A criminal investigation has been opened in Paris against home-cleaning brand Shiva following a complaint from three cleaning agents, the Paris prosecutor's office told AFP on 13 June 2026. The probe, entrusted to the regional directorate for economy, employment, labour and solidarity (DRIEETS), will examine accusations of concealed work and illegal supply of labour. The complaint was filed in January 2026, according to the investigative website Basta!, and has now become public.

Shiva has become one of the largest cleaning companies in France without assuming the social charges and obligations that normally fall to an employer in the cleaning sector.

Hector Bernardini, Jean Simon, Lucie Rain, Magali Woch and Marianne Jacob

The complaint's core accusations

The three agents argue that while Shiva presents itself as a mere facilitator (mandataire) between households and cleaners, the reality is an employer-worker relationship. Their complaint cites a "véritable lien de subordination" (genuine subordination link): cleaners must be geo-locatable during work, Shiva manages their holidays and pay increases, and the company makes "frequent, even systematic" use of fixed-term contracts that let it avoid dismissal indemnities. The lawyers describe the model as institutionalised precariousness.

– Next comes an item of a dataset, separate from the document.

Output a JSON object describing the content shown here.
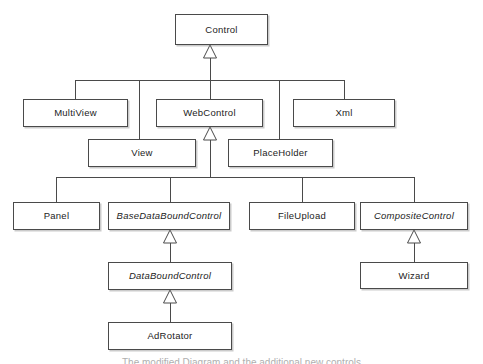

Its model rests on a form of institutionalized precariousness, while Shiva brandishes a supposedly premium marketing positioning and a discourse that claims to restore dignity to often undervalued cleaning professionals.

Hector Bernardini, Jean Simon, Lucie Rain, Magali Woch and Marianne Jacob

The company's response

Contacted by AFP, Shiva stated that it "welcomes without reserve any examination of its activity" but added that it had not been informed of the investigation until now. A spokesperson said the brand "pays scrupulous attention to the legality of its activities, in line with its franchisees", operating strictly within the agent status defined by law. The company insists it is a mandataire, not an employer, and denies any infringement.

Legal precedent and economic scale

Shiva belongs to the Domia group and has grown into one of France's leading home-cleaning networks, with 700 franchised outlets and a 2025 turnover of €63.8 million. The case echoes the Deliveroo platform-work rulings, where courts reclassified independent contractors as employees. If the investigation finds a genuine employment relationship, the group could face substantial social-security and tax back-payments, as well as sanctions for concealed work.